One of the zines on display is Rocket Queen, a ‘perzine’ (personal zine) published during the early 2000s recounting the author Janet’s tales of working as a dancer in Asheville, NC. Rooted in the sex-positive feminism coming out of the feminist sex wars of the ‘80s (a period to which the exhibition also dedicates a section), Janet’s zine considers why someone would want to dance for money by looking at her own motivations for doing so. It considers ideas of freedom, power, and attention, and is tied together with hand-scrawled lettering that emphasizes the personal voice behind the publication.
Also on display is Discharge, a zine created by Mary Fondriest, a collaborator of Mary Summer and Erika Reinstein of Riot Grrrl Press. Its aesthetic falls into that of the Riot Grrrl period, but its stories of surviving sexual violence create a second context for the cut-and-paste style. The chopped-together graphics reflect the process of taking fractured and fragmented parts and stitching them together again to make a whole, visually enacting the process of mending.
Stitching and the process of “putting together again” is a recurring motif throughout the exhibition: also on display are a number of quilts from activist art project The Monument Quilt, a continually evolving collection of embroidered stories stitched by survivors of rape and abuse. From the Riot Grrrl period, the Interference Archive also showcases Free to Fight, a double album and booklet released by Candy Ass Records in 1995, subtitled “an interactive self-defense project.” The piece brings together recordings of all-women bands alongside self-defense instructions and personal testimonies.

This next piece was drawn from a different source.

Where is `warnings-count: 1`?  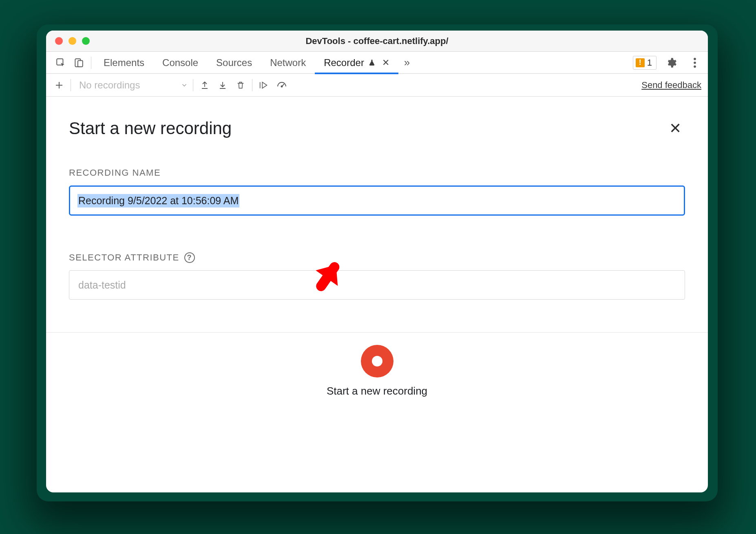
warnings-count: 1 is located at coordinates (650, 63).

Two of the exhibition’s five curators, Louise Barry and Monica Johnson, point out that while some of the graphics veer towards the counter-aggressive, there’s also a tendency within the context of publications about sexual assault for the graphic design to be neutral, quiet, and almost invisible. This is the case especially for works that address victims; the function is therefore a protective one.

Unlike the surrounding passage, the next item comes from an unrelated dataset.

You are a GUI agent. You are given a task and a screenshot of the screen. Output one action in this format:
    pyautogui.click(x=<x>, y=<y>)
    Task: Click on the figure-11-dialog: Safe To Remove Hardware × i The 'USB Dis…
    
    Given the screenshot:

“There are a lot of works, especially during the ‘80s, that are more discreet, and which don’t identify visually as being about violence or something female-centric,” say Barry and Johnson. “These examples don’t identify personhood either; they are almost anaemic and stripped back.” They cite the Handbook for Beaten Women, produced by the New York State Department of Social Services in 1984 as an example. “It’s likely that these publications were designed in this way so that they could exist in camouflage; a woman could put it discreetly into her handbag and it wouldn’t be noticed, which is especially important if she was still in a violent situation at home or elsewhere.”
The combination of works of print that are loud and counter-aggressive, and works that are quiet and neutral, signifies a prevalent tension in the history of activism—how to visualize an issue without re-visualizing the violence of it. The work displayed at Interference Archive shows various techniques that individuals have used to navigate the problem of communicating violence without creating violence porn. It also demonstrates how expressing anger visually has been an important way of supporting an appropriate response to sexual assault, therefore emphasizing that there is a place for all kinds of graphics, angles, and visual tactics within organizing.

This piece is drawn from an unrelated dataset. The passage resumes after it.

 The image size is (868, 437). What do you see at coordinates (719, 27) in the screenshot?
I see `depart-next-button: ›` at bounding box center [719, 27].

Whatever the tactic, ultimately, Take Back the Fight is a collection of creative responses of support, and an exhibition that highlights how the creative act of printing and publishing itself has played a vital role in individual and collective healing. By showcasing such a diverse range of responses, it situates feminist resistance to violence as a collective struggle rather than a personal and internalized experience. Its own graphic is simple in the way that it represents mending and growing in numbers: it uses a green and blue color palette to represent the sky and the organic realm, denoting healing, growth, and strength.